After she reported the incident to the police, they visited her at home, where she broke down.

“The officers cared, but I don’t think they knew what to do,” she explains.

“A month later, I got an email saying that they couldn’t continue with the case as there was nothing they could do.”

Maiken says she has no idea who is behind the harassment, and in October last year even started getting messages taunting her about the deepfake images from a secure mail server based in Switzerland.

In the same month, she received emails from someone who threatened to send the doctored images to her colleagues at the gym where she works.

When she ignored them, the person went ahead and sent them.

“[My colleagues] were understanding and accepting, and just thought that whoever was behind it was sick, which was a relief,” she says.

“I was scared at first, but I am at the point where I think: ‘What else can this person do to me?’

I wish it hadn’t happened, but it has, and the reality is that I have two choices – either be sad every day or continue to live my life.

Early last year, researchers at Sensity discovered a bot on messaging site Telegram that used AI to remove clothes from images of women and generate their naked body parts.

The bot had created abusive images of more than 680,000 women, around 100,000 of which had been posted publicly to the app, with 70% of the doctored photos coming from social media or private sources.

The publicly shared images appeared on Telegram chat channels containing more than 100,000 members.

Revenge Porn Helpline manager Sophie Mortimer predicts a rapid rise in deepfakes this year.

“This is a trend that I only see getting worse as the technology becomes more widely available,” she tells Fabulous, explaining that there is little difference for victims between doctored images and genuine images that have been shared without consent.

“If it looks like you, and everyone who sees it believes it to be you, then the impact is the same. It takes a terrible toll on mental health, personal relationships, jobs and careers.

'We have to demand change'

“The advice we give is: don’t panic. Although the law on the disclosure of private images doesn’t cover manipulated images at present, we do our best to help and give advice on actions you can take. But we do need legislators to step up and address these issues.”

Thankfully, that might soon be about to happen. Campaigners are currently advocating to have the offence of image-based sexual abuse included in the proposed Online Harms Bill, which is currently at the consultation stage and could become law in 2022.

Previously, Jess Phillips, along with fellow Labour MP Stella Creasy and Conservative Maria Miller, considered trying to include the making and distribution of deepfake porn in the 2018 law that tackled upskirting, but decided they wanted a more comprehensive bill against all image-based abuse.

Clare McGlynn QC, Professor of Law at Durham University, has been arguing for broader legislation that can cover a range of technology-based sexual crimes for years.

The legal and political system, she says, has been too specific and too slow to keep pace with technology.

Although sharing my experience has been difficult, if it makes others who have experienced this feel less ashamed, it will have been worth it.

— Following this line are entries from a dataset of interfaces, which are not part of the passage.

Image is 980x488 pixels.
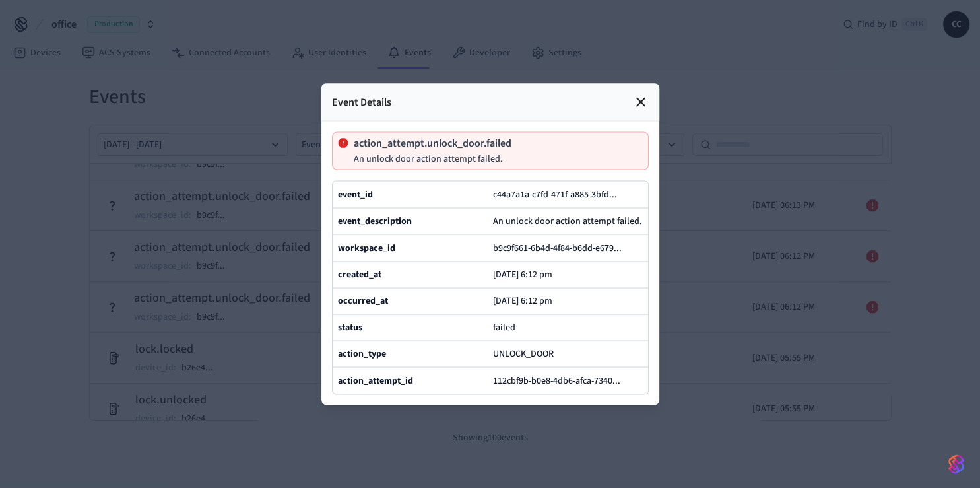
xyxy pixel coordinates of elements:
b: action_type [338,347,386,360]
span: An unlock door action attempt failed. [493,215,642,228]
p: [DATE] 6:12 pm [493,269,552,280]
p: Event Details [332,94,391,109]
button: b9c9f661-6b4d-4f84-b6dd-e679... [490,239,635,255]
b: event_id [338,188,373,201]
b: occurred_at [338,294,388,307]
b: action_attempt_id [338,373,413,386]
p: An unlock door action attempt failed. [354,153,512,164]
button: c44a7a1a-c7fd-471f-a885-3bfd... [490,186,630,202]
p: [DATE] 6:12 pm [493,296,552,306]
b: status [338,320,362,334]
b: workspace_id [338,241,395,254]
b: created_at [338,268,381,281]
span: UNLOCK_DOOR [493,347,554,360]
img: SeamLogoGradient.69752ec5.svg [948,453,964,475]
span: failed [493,320,515,334]
b: event_description [338,215,412,228]
p: action_attempt.unlock_door.failed [354,137,512,148]
button: 112cbf9b-b0e8-4db6-afca-7340... [490,372,634,388]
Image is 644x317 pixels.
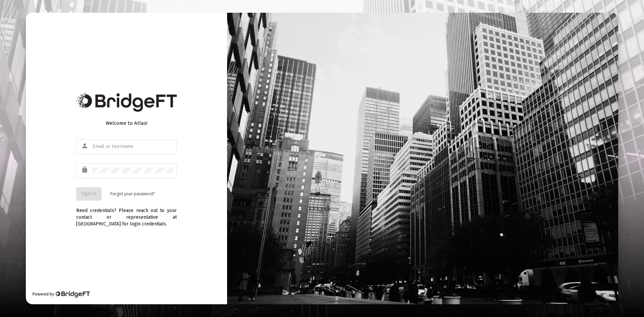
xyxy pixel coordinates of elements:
[76,188,102,201] button: Sign In
[110,190,155,197] a: Forgot your password?
[92,144,173,150] input: Email or Username
[76,201,177,228] div: Need credentials? Please reach out to your contact or representative at [GEOGRAPHIC_DATA] for log...
[81,166,89,174] mat-icon: lock
[33,291,90,298] div: Powered by
[76,92,177,112] img: Bridge Financial Technology Logo
[81,142,89,150] mat-icon: person
[76,120,177,127] div: Welcome to Atlas!
[82,191,96,196] span: Sign In
[54,291,90,298] img: Bridge Financial Technology Logo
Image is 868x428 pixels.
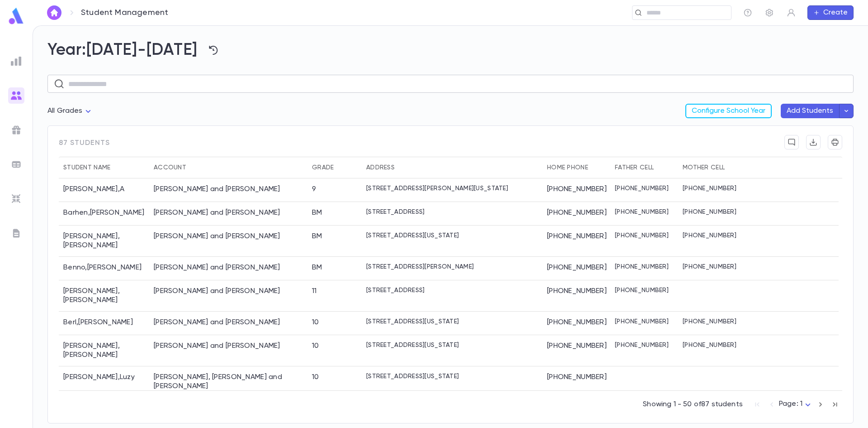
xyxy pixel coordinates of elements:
[366,185,508,192] p: [STREET_ADDRESS][PERSON_NAME][US_STATE]
[682,157,724,178] div: Mother Cell
[682,185,737,192] p: [PHONE_NUMBER]
[59,280,149,311] div: [PERSON_NAME] , [PERSON_NAME]
[7,7,25,25] img: logo
[63,157,111,178] div: Student Name
[47,102,94,120] div: All Grades
[153,157,186,178] div: Account
[781,104,839,118] button: Add Students
[615,287,669,293] p: [PHONE_NUMBER]
[611,157,678,178] div: Father Cell
[808,5,853,20] button: Create
[312,342,319,350] div: 10
[11,159,21,170] img: batches_grey.339ca447c9d9533ef1741baa751efc33.svg
[543,311,611,335] div: [PHONE_NUMBER]
[682,342,737,349] p: [PHONE_NUMBER]
[149,157,308,178] div: Account
[615,157,653,178] div: Father Cell
[366,342,459,349] p: [STREET_ADDRESS][US_STATE]
[59,366,149,397] div: [PERSON_NAME] , Luzy
[543,257,611,280] div: [PHONE_NUMBER]
[312,157,334,178] div: Grade
[682,232,737,239] p: [PHONE_NUMBER]
[366,318,459,325] p: [STREET_ADDRESS][US_STATE]
[312,232,322,241] div: BM
[366,232,459,239] p: [STREET_ADDRESS][US_STATE]
[11,228,21,238] img: letters_grey.7941b92b52307dd3b8a917253454ce1c.svg
[366,157,395,178] div: Address
[779,397,813,411] div: Page: 1
[543,225,611,257] div: [PHONE_NUMBER]
[678,157,746,178] div: Mother Cell
[615,232,669,239] p: [PHONE_NUMBER]
[153,208,280,217] div: Barhen, Aviad and Hindy
[11,193,21,204] img: imports_grey.530a8a0e642e233f2baf0ef88e8c9fcb.svg
[153,185,280,193] div: Allison, Moishe Aharon and Esty
[308,157,362,178] div: Grade
[59,311,149,335] div: Berl , [PERSON_NAME]
[59,202,149,225] div: Barhen , [PERSON_NAME]
[615,208,669,216] p: [PHONE_NUMBER]
[366,263,474,271] p: [STREET_ADDRESS][PERSON_NAME]
[153,342,280,350] div: Bludman, Shmuel and Perel
[779,400,802,407] span: Page: 1
[11,125,21,135] img: campaigns_grey.99e729a5f7ee94e3726e6486bddda8f1.svg
[153,287,280,296] div: Berkowitz, Nachman and Esther
[11,56,21,66] img: reports_grey.c525e4749d1bce6a11f5fe2a8de1b229.svg
[59,157,149,178] div: Student Name
[615,342,669,349] p: [PHONE_NUMBER]
[312,318,319,327] div: 10
[366,287,424,293] p: [STREET_ADDRESS]
[59,178,149,202] div: [PERSON_NAME] , A
[615,318,669,325] p: [PHONE_NUMBER]
[547,157,589,178] div: Home Phone
[59,225,149,257] div: [PERSON_NAME] , [PERSON_NAME]
[153,263,280,272] div: Benno, Shlomo and Yaffa
[47,107,82,115] span: All Grades
[59,257,149,280] div: Benno , [PERSON_NAME]
[312,208,322,217] div: BM
[81,8,168,18] p: Student Management
[543,202,611,225] div: [PHONE_NUMBER]
[312,287,317,296] div: 11
[11,90,21,101] img: students_gradient.3b4df2a2b995ef5086a14d9e1675a5ee.svg
[153,232,280,241] div: Becker, Yitzchok and Chava Esther
[312,263,322,272] div: BM
[615,185,669,192] p: [PHONE_NUMBER]
[682,263,737,271] p: [PHONE_NUMBER]
[543,335,611,366] div: [PHONE_NUMBER]
[153,372,303,391] div: Blumenthal, Avi and Ruchie
[366,372,459,380] p: [STREET_ADDRESS][US_STATE]
[49,9,60,16] img: home_white.a664292cf8c1dea59945f0da9f25487c.svg
[686,104,772,118] button: Configure School Year
[615,263,669,271] p: [PHONE_NUMBER]
[682,208,737,216] p: [PHONE_NUMBER]
[682,318,737,325] p: [PHONE_NUMBER]
[47,41,853,60] h2: Year: [DATE]-[DATE]
[59,135,110,157] span: 87 students
[366,208,424,216] p: [STREET_ADDRESS]
[312,372,319,381] div: 10
[543,157,611,178] div: Home Phone
[543,178,611,202] div: [PHONE_NUMBER]
[362,157,543,178] div: Address
[153,318,280,327] div: Berl, Nachum and Rivka
[312,185,316,193] div: 9
[543,366,611,397] div: [PHONE_NUMBER]
[643,400,743,409] p: Showing 1 - 50 of 87 students
[543,280,611,311] div: [PHONE_NUMBER]
[59,335,149,366] div: [PERSON_NAME] , [PERSON_NAME]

“If we adopted the idea of image-based sexual abuse, it is more likely to cover more forms of technology as and when it develops, so in effect, you then future-proof the law,” she explains.

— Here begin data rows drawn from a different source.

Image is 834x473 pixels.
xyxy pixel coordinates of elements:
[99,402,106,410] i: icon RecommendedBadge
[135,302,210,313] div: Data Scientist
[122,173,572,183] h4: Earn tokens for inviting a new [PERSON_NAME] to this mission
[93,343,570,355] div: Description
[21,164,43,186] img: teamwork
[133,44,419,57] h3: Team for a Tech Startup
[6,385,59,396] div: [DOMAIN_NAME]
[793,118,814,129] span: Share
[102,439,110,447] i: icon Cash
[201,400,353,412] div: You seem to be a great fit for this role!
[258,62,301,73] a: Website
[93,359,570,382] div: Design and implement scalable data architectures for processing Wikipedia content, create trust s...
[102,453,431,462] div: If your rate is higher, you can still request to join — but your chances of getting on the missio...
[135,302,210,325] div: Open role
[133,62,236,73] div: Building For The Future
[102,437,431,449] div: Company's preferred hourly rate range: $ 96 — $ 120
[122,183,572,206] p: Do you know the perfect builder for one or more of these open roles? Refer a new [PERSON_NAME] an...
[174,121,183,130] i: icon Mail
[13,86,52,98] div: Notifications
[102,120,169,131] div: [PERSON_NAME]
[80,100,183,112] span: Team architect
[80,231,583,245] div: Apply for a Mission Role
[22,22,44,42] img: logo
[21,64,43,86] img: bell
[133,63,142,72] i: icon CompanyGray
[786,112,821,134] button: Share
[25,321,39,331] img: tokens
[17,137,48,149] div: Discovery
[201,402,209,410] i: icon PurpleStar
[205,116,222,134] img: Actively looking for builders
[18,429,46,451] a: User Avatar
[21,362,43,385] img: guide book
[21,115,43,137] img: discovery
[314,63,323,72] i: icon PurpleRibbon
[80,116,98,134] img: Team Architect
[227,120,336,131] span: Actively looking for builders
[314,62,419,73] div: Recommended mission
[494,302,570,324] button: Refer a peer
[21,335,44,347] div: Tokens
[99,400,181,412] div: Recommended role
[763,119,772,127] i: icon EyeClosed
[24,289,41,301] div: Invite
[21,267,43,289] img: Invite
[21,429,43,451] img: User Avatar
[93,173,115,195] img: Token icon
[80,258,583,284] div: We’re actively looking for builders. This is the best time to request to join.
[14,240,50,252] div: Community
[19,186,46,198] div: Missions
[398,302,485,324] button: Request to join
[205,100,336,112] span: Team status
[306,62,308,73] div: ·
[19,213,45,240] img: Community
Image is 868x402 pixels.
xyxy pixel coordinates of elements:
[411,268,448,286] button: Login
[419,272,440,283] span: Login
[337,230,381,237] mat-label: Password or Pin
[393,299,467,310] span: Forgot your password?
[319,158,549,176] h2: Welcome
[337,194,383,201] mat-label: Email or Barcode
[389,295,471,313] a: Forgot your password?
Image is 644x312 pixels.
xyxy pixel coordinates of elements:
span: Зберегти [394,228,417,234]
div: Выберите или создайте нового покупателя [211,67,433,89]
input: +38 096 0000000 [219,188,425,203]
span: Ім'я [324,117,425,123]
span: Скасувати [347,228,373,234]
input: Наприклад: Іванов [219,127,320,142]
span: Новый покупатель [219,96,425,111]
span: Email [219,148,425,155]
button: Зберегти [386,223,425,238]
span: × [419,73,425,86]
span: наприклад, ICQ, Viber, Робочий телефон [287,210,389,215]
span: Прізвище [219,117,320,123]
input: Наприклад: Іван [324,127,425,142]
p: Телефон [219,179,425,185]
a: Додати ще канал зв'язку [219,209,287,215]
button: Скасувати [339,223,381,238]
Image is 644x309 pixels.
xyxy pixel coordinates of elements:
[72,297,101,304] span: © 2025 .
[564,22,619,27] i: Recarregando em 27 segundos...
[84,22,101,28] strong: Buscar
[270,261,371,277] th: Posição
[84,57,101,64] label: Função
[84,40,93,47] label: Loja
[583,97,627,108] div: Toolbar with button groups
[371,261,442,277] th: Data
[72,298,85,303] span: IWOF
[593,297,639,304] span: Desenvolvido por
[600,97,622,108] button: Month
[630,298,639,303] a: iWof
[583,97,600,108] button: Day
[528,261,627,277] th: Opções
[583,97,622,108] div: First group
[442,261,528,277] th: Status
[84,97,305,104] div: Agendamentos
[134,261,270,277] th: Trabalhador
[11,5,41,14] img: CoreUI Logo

“The Online Harms Bill will be a perfect vehicle for this. What we need is a comprehensive law that covers all forms of taking and sharing intimate images, and that includes altered images of victims.”

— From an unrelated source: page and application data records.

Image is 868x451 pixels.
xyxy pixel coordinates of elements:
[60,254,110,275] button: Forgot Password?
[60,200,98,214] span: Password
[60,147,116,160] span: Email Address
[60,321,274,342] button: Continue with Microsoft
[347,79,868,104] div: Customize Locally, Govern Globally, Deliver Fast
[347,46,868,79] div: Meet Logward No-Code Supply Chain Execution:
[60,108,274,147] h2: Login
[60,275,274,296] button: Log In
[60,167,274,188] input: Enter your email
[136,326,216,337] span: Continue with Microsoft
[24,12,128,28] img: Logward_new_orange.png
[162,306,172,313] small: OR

For Helen, a new law can’t come too soon. When the shock of her own abuse subsided, she decided to do something positive, speaking out about her experience, and in December last year she started a Change.org petition for tighter regulations on taking, making and faking explicit images.

“Although sharing my experience has been difficult, if it makes others who have experienced this feel less ashamed, it will have been worth it,” Helen says.

“This technology is not going away and deepfake porn has the potential to ruin lives – but it’s not a crime.

“We have to demand change.”

  • View and sign Helen’s petition at Change.org/p/the-law-comission-tighten-regulation-on-taking-making-and-faking-explicit-images.